Though pleased with the presidential candidates it produced, the national Republican and Democratic parties are unhappy with the primary system that produced them. The accelerated packing of key primaries — called front-loading — into the first month of what is supposed to be a four-month nominating process turned what should have been a deliberative and unifying marathon into a hectic and divisive sprint.
The GOP has taken the first step toward reform. Its Rules Committee this week endorsed a plan that would group the states into three population classes of small, midsize and large which would vote in that order in a primary season running from February to May. This plan addresses one of the major problems in the current free-for-all system — the increasing irrelevancy of small states — and it has a good chance of passage at the Republican national convention this summer — states that conceivably would gain clout hold about two-thirds of the delegates.
Officially, Democratic leaders have taken no position on primary reform. They fought this battle back in the 1970s, when front-loading began, and got scolded by Republicans for trying to thwart the GOP’s rising influence in the fast-growing Sun Belt. Unofficially, Democratic leaders say they’ll gladly let Republicans take the heat this time and enter into bipartisan talks on the matter after the November election.
The Republican proposal isn’t bad. It is certainly better than another leading contender in the reform sweepstakes, the one-day national primary. The only upside to that recipe for more sound-bite politics would be its merciful brevity, but it’s no way to pick the two leading contenders for leader of the Free World.
The Republican proposal is not, however, as good as the one presented to the National Governors Conference in March by the National Association of Secretaries of State calling for regional primaries. Under that plan, which still has some strong adherents on the GOP Rules Committee, the states would be grouped into four geographic regions, with each region holding its primaries and caucuses in a given month — March, April, May or June — and with the regions rotating months every four years.
That plan has several advantages. It faces the reality that the amount of attention a state receives from candidates will always be proportional to its delegate count, regardless of when the primary is held. It correctly recognizes that states are bound together more by regional issues than by population — Mainers, for example, will learn more about candidates who spend a month wooing voters in Massachusetts, Connecticut and New York than they will about candidates flitting from Mississippi to South Dakota to Alaska. It, by virtue of being devised by secretaries of state from both parties, already has a bipartisan stamp of approval.
In its early days, front-loading was envisioned as an efficient way to get the nominating out of the way so the nominees would have more time to define themselves for the electorate — that is, more time to attack each other. The reality of 30 years of front-loading is shrinking voter participation, candidacies decided before candidate positions are known and “quick-strike” primary campaigns that leave inter-party wounds that never heal. The GOP proposal may not be the best fix, but at least it recognizes something is broken.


(WHAT IS BEING ASKED) Aim for an exact copy of the listing, without any images.

(DATA EXTRACTS)
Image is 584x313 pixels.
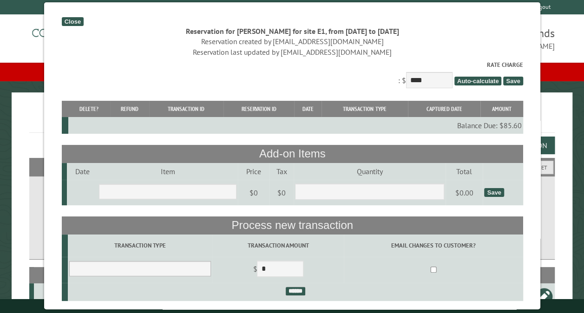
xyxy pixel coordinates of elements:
[485,188,504,197] div: Save
[445,163,483,180] td: Total
[61,36,523,46] div: Reservation created by [EMAIL_ADDRESS][DOMAIN_NAME]
[294,101,321,117] th: Date
[345,241,522,250] label: Email changes to customer?
[68,101,110,117] th: Delete?
[68,117,523,134] td: Balance Due: $85.60
[61,60,523,69] label: Rate Charge
[66,163,97,180] td: Date
[61,26,523,36] div: Reservation for [PERSON_NAME] for site E1, from [DATE] to [DATE]
[61,217,523,234] th: Process new transaction
[61,47,523,57] div: Reservation last updated by [EMAIL_ADDRESS][DOMAIN_NAME]
[269,163,293,180] td: Tax
[98,163,238,180] td: Item
[38,292,63,301] div: E1
[223,101,294,117] th: Reservation ID
[213,257,344,283] td: $
[61,60,523,91] div: : $
[34,267,65,284] th: Site
[321,101,408,117] th: Transaction Type
[149,101,223,117] th: Transaction ID
[214,241,343,250] label: Transaction Amount
[29,158,555,176] h2: Filters
[408,101,480,117] th: Captured Date
[480,101,523,117] th: Amount
[61,145,523,163] th: Add-on Items
[61,17,83,26] div: Close
[69,241,211,250] label: Transaction Type
[29,18,146,54] img: Campground Commander
[293,163,445,180] td: Quantity
[238,163,269,180] td: Price
[504,77,523,86] span: Save
[110,101,149,117] th: Refund
[29,107,555,133] h1: Reservations
[454,77,502,86] span: Auto-calculate
[445,180,483,206] td: $0.00
[269,180,293,206] td: $0
[238,180,269,206] td: $0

(EXERCISE RESPONSE)
Image is 584x313 pixels.
xyxy pixel coordinates of elements:
[485,188,504,197] div: Save
[445,163,483,180] td: Total
[61,36,523,46] div: Reservation created by [EMAIL_ADDRESS][DOMAIN_NAME]
[294,101,321,117] th: Date
[345,241,522,250] label: Email changes to customer?
[68,101,110,117] th: Delete?
[68,117,523,134] td: Balance Due: $85.60
[61,60,523,69] label: Rate Charge
[66,163,97,180] td: Date
[61,26,523,36] div: Reservation for [PERSON_NAME] for site E1, from [DATE] to [DATE]
[61,217,523,234] th: Process new transaction
[61,47,523,57] div: Reservation last updated by [EMAIL_ADDRESS][DOMAIN_NAME]
[269,163,293,180] td: Tax
[98,163,238,180] td: Item
[38,292,63,301] div: E1
[223,101,294,117] th: Reservation ID
[213,257,344,283] td: $
[61,60,523,91] div: : $
[34,267,65,284] th: Site
[321,101,408,117] th: Transaction Type
[149,101,223,117] th: Transaction ID
[214,241,343,250] label: Transaction Amount
[29,158,555,176] h2: Filters
[408,101,480,117] th: Captured Date
[480,101,523,117] th: Amount
[61,145,523,163] th: Add-on Items
[61,17,83,26] div: Close
[69,241,211,250] label: Transaction Type
[29,18,146,54] img: Campground Commander
[293,163,445,180] td: Quantity
[238,163,269,180] td: Price
[504,77,523,86] span: Save
[110,101,149,117] th: Refund
[29,107,555,133] h1: Reservations
[454,77,502,86] span: Auto-calculate
[445,180,483,206] td: $0.00
[269,180,293,206] td: $0
[238,180,269,206] td: $0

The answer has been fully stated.